Private childcare operator G8 Education has announced another large purchase of long day care centres. Business Spectator is also reporting that “management is likely to announce further acquisitions”.
G8 have been the big private players in early childhood education and care for the last two years, pursuing an aggressive growth strategy and buying out a number of small organisations and individual providers.
Here in the ACT, their presence has grown significantly.
It appears that G8’s success has spurred on other entrepreneurs in the sector. Affinity Education and Stirling Early Education are adopting similar strategies, and willing to invest significant capital in taking over other operations.
This is of course how the sector is supposed to operate. Since the Howard reforms of the late nineties, the market model is how things work.
ABC Learning pursued that strategy, and were hailed as a shining example of how childcare services could be delivered.
Until their spectacular implosion in 2007.
ABC’s collapse should have been the catalyst for a drastic overhaul of how the sector is funded and regulated.

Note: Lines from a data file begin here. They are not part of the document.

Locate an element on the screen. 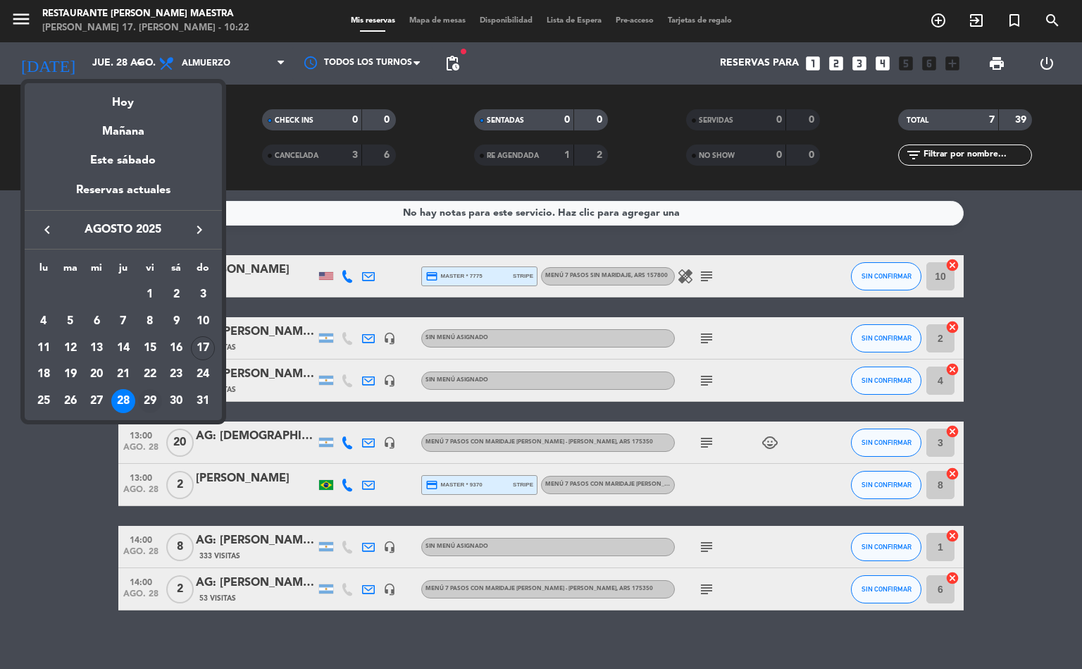  div: 12 is located at coordinates (70, 348).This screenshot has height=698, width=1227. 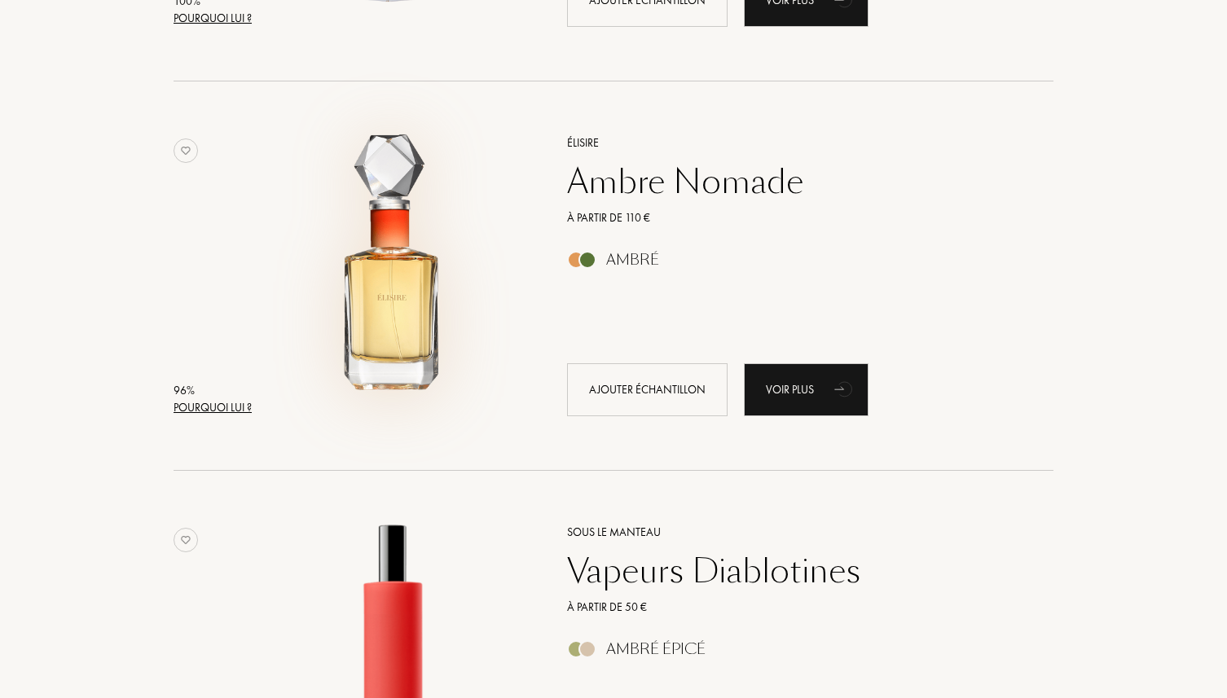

Instead the opportunity was missed, and it now appears likely that any lessons from that approach may be forgotten.
It’s tempting to refer to G8 as “The Next ABC”. Their sudden appearance on the scene and sharp rise could easily lead to that conclusion.
That analysis is probably premature however. G8 are certainly, at least at this stage, a much savvier operation than ABC ever were. ABC pursued a relentless and ruthless branding strategy that overwhelmed and hid the structural issues with its business model.
ABC also pursued international success in other markets, which failed almost immediately.
G8’s growth is significant, but it is certainly nowhere near as fast as ABC’s was. ABC benefited from the early stages of the rapid shift of focus from community not-for-profit to private providers. This initial stage was fertile ground for private organisations.
G8 (and their new competitors) do not have quite that advantage. G8 is also in many cases not pursuing a huge rebranding – most centres still operate under individual names. This could of course change at any time.
The overall context though is worth considering. The for-profit community, incorrectly claimed to be represented in their entirety by the Australian Childcare Alliance, have long opposed the National Quality Framework reforms as a direct attack on their profits.
G8’s position on it is unclear, as they have very little publicly available information on their positions on any issues in the sector.
It is telling though that at a time when for-profit advocates are singing doom and gloom about the NQF, and the Federal Government are happily joining the choir, the private sector is investing more and more in this space.
Either the requirements of the NQF are not as debilitating as is regularly claimed, or private investors are assuming there will be significant roll backs of the quality gains.
Rolling back quality to meet the needs of private providers could easily set up a second “boom” in private investment in ECEC.
G8 is still at a very early stage in its operations. Significant change could be ahead in how it does business. It may be premature to call them the next ABC, but in the current political climate the conditions could easily be created for them to become just that.